In many companies, the real stress point is not whether tariffs exist. It is whether leadership can explain the company’s response with discipline. Boards that manage this well tend to ask boring but powerful questions: How concentrated is our sourcing? Which products are most exposed? How fast can we move production? What assumptions are built into guidance? What customs controls are being tested right now? What would a regulator, auditor, or plaintiff read into this sentence if results disappoint next quarter?
Boards that manage this poorly often fall into familiar traps. They allow tariff risk to be discussed in fragments instead of as an enterprise issue. Trade compliance sits in one silo, disclosure review in another, and strategy in a third. Everyone thinks someone else has the full picture. Then the company makes a confident public statement while the internal teams are still debating whether product classification is correct, whether inventory should be pulled forward, or whether a supplier can genuinely shift origin without creating a customs problem. That disconnect is where the shadow deepens.
Another common experience is timing risk. A company may reasonably believe it can mitigate tariff exposure over time, but the market does not always grant “over time” much patience. Relocating suppliers, renegotiating terms, redesigning product inputs, or building new logistics routes can take quarters, not weeks. Directors and officers often learn that a technically sound mitigation plan can still become a litigation problem if the company publicly suggests the pain will be mild, temporary, or fully contained before the facts support that level of confidence.
There is also a human factor that shows up again and again: under stress, organizations get tempted to improvise. Someone tries to recode a product. Someone leans too hard on a third-party importer. Someone uses language in an earnings deck that sounds cleaner than the internal analysis. Someone assumes that because tariffs may later be reduced or challenged in court, today’s controls can be relaxed. That is exactly the kind of moment directors and officers should fear. Not because every bad decision becomes fraud, but because weak processes under pressure can create a record that looks terrible in hindsight.
The best real-world lesson is simple. Tariff risk is manageable when it is treated as a cross-functional governance issue and dangerous when it is treated as a temporary trade annoyance. Directors and officers do not need to predict every tariff headline. They do need to insist on honest reporting, disciplined scenario planning, strong customs controls, and public statements that match the company’s actual level of uncertainty. When they do that, the shadow shortens. When they do not, tariffs stop being a policy problem and start becoming a personal one.
Conclusion
Tariffs can cause a shadow on directors and officers because they test nearly everything that creates management liability: disclosure judgment, board oversight, compliance discipline, forecasting credibility, and crisis response. In calm times, those systems can hide their flaws. In tariff-heavy times, they glow under fluorescent legal lighting.

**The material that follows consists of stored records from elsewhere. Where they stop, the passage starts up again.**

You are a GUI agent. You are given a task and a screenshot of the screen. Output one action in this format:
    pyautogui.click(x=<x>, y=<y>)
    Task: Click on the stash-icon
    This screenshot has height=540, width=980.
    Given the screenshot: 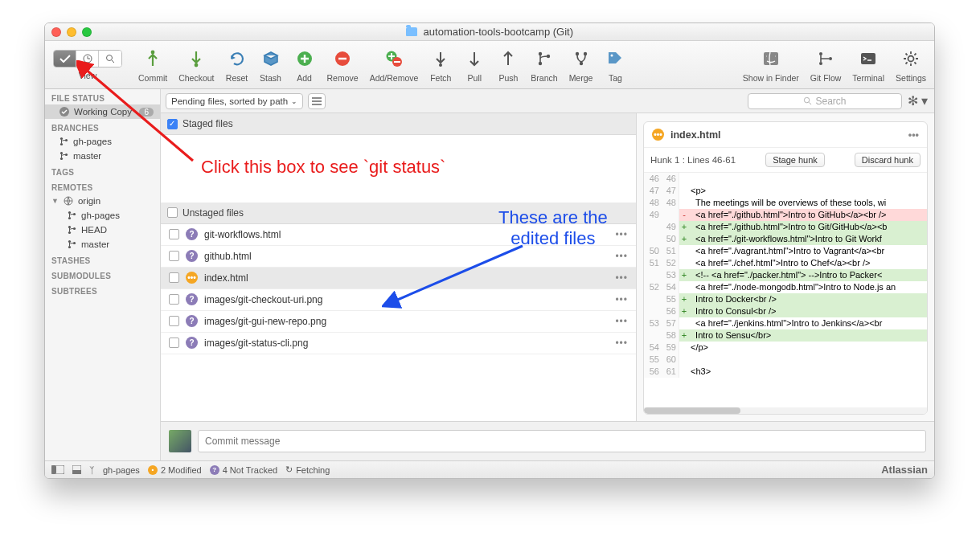 What is the action you would take?
    pyautogui.click(x=271, y=59)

The companies most likely to stay out of trouble are not the ones with perfect immunity from trade disruption. They are the ones whose leaders treat tariffs as a whole-company risk, build strong reporting channels, disclose material impacts candidly, and resist the urge to market optimism as fact. Tariffs may be imposed by governments, but the shadow they create is shaped by governance. And in the modern corporate world, that shadow can fall directly on directors and officers.